Insights · Energy & Compliance

EPC compliance in South Africa, without the rework.

What the regulations actually require, the engineering audit behind a defensible certificate, and how building owners can get to a valid EPC the first time.

← All insightsPublished 05 Jun 2026 · 8 min read

What South African Energy Performance Certificates (EPCs) require, who must comply, the engineering audit process, and how Cyntech helps building owners meet SANS 1544 and the Section 12L regulations.

What an EPC actually is

An Energy Performance Certificate rates a building's measured annual energy use against a sector benchmark expressed in kWh per square metre per year. It is issued by a SANAS-accredited inspection body using the methodology in SANS 1544:2014 and must be conspicuously displayed at the building entrance, much like a fire compliance certificate.

Who must comply

Regulation R.3784 (December 2020) under the National Energy Act 34 of 2008 makes EPCs mandatory for owners of qualifying non-residential buildings.
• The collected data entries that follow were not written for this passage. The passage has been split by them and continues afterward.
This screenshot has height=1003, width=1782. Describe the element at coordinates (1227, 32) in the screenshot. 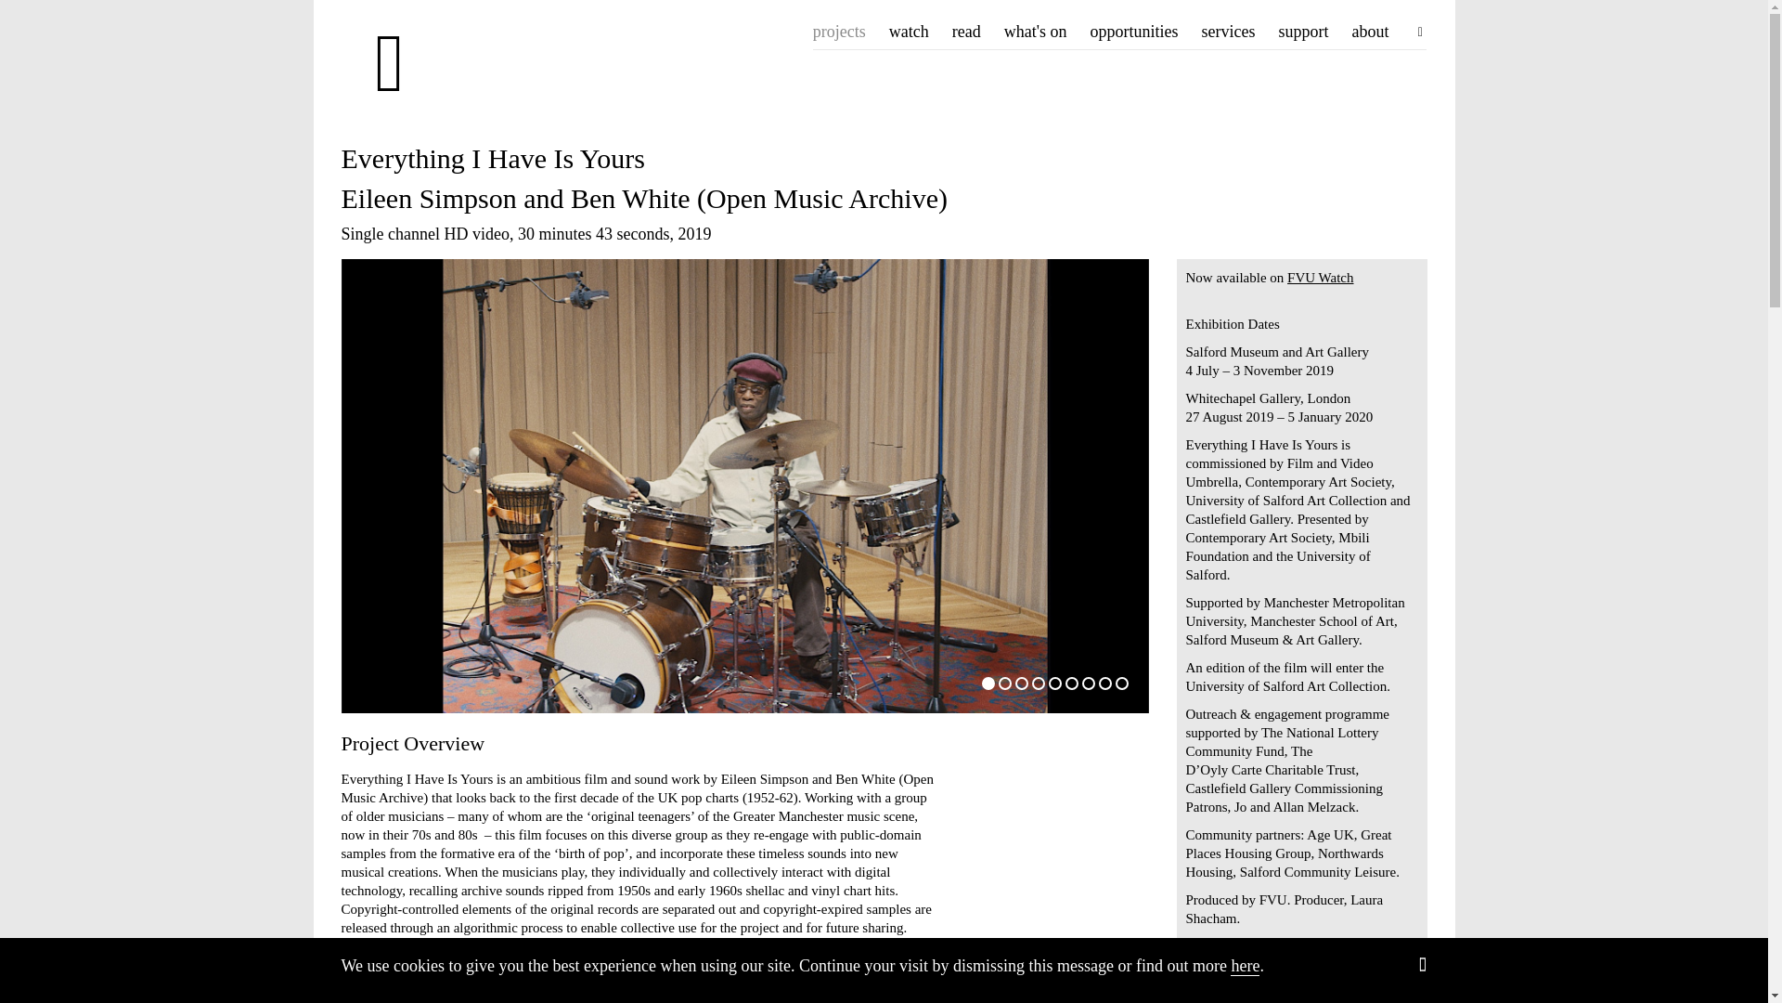

I see `services` at that location.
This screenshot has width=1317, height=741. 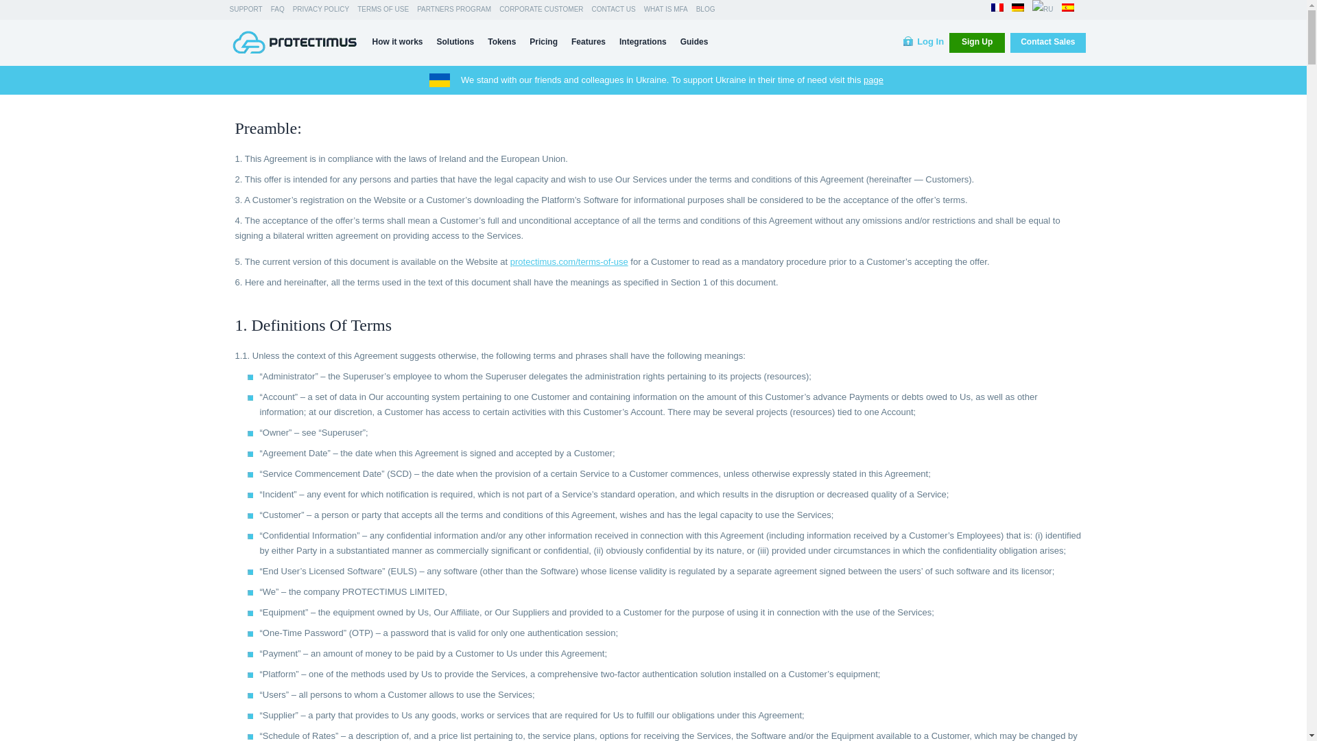 I want to click on SUPPORT, so click(x=245, y=9).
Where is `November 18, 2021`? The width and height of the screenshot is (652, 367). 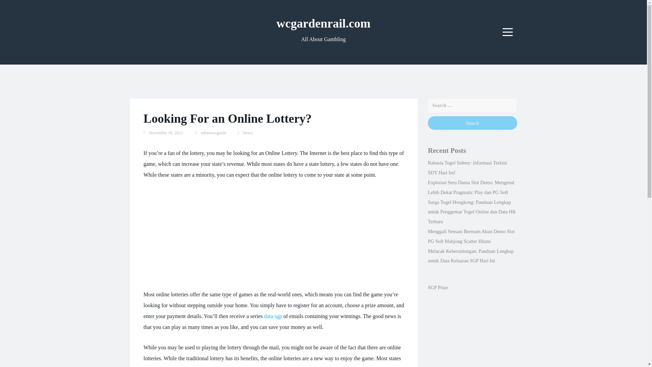 November 18, 2021 is located at coordinates (166, 133).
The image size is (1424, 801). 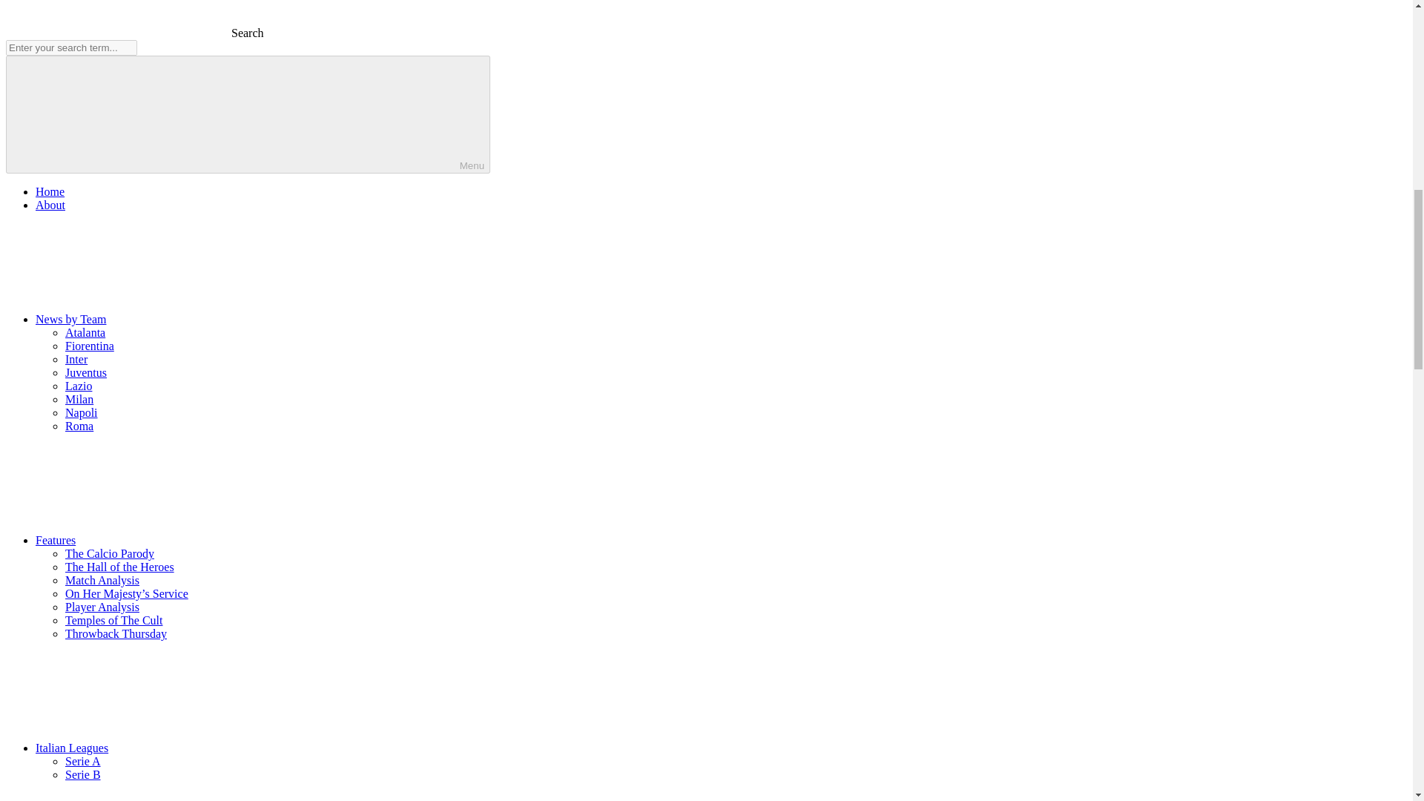 What do you see at coordinates (50, 191) in the screenshot?
I see `Home` at bounding box center [50, 191].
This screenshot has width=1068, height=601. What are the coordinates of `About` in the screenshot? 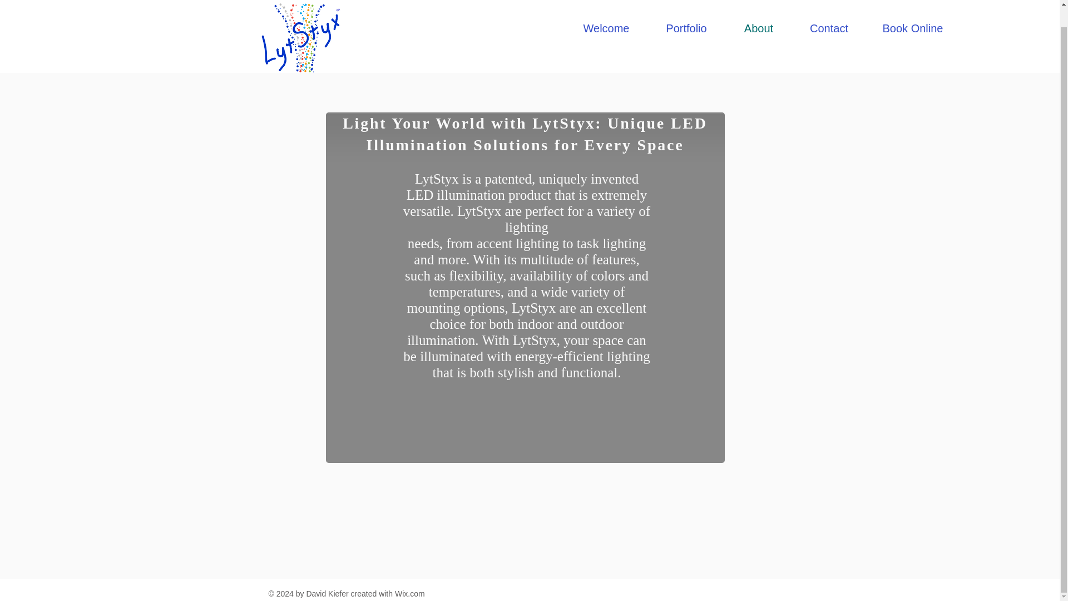 It's located at (757, 11).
The deadline for first compliance was extended to 7 December 2025. If you own, lease back, or operate offices, schools, public assembly venues, malls, or government facilities above the size thresholds, the obligation sits with you. Most of our EPC work sits in the commercial and buildings sector, with growing volumes in energy and utilities as well.

The engineering audit, step by step

A defensible EPC submission rests on three engineering deliverables: a verified one-year energy baseline (electricity, gas, diesel, thermal), a measured floor-area schedule that excludes parking and plant rooms per SANS 10400-XA, and a building services inventory covering HVAC, lighting, hot water and vertical transport. Cyntech's electrical team handles baseline metering, sub-meter installation and data validation before the SANAS body schedules its on-site verification.

Common reasons certificates get rejected

We see the same four issues across rejected applications: missing or incomplete twelve-month utility data, floor areas computed from architect drawings rather than measured surveys, sub-meter coverage that does not isolate tenant from landlord supply, and HVAC schedules that omit smaller split units. Catching these during a pre-audit saves a full resubmission cycle.

How Cyntech supports owners

We act as the owner's engineer end-to-end: baseline data acquisition, SANS 1544 compliant audit, liaison with the accredited inspection body, and an optional efficiency roadmap that targets a better band on the next five-year renewal. Our project management and advisory teams run multi-property portfolios on a fixed-fee per asset basis, while our renewable energy specialists design efficiency upgrades that improve the certificate band before the next cycle.

At a glance
  • · Mandatory for non-residential buildings >2,000 m² (private) and >1,000 m² (state).
  • · Issued under SANS 1544:2014 by a SANAS-accredited inspection body.
  • · Valid for five years; non-compliance fine up to R5 million.
  • · Six to ten week audit cycle when baseline data is already metered.

Frequently asked questions

Which buildings need an EPC in South Africa?
Privately owned non-residential buildings (offices, entertainment, educational, A1/A2/A3 occupancies) above 2,000 m² and state-owned buildings above 1,000 m² must display a valid Energy Performance Certificate under the National Energy Act and SANS 1544.
How often must the EPC be renewed?
EPCs are valid for five years from the date of issue by a SANAS-accredited inspection body. A new certificate is required when the validity lapses or after major changes to building services or occupancy.
What is the penalty for non-compliance?
Failure to display a valid EPC can attract a fine of up to R5 million, imprisonment of up to five years, or both, in terms of Section 19(1) of the National Energy Act.
How long does the EPC process take?
From data gathering to issued certificate, expect six to ten weeks: two weeks of metered baseline data collection, two to three weeks for the engineering audit and submission, and the balance for the accredited inspection body review.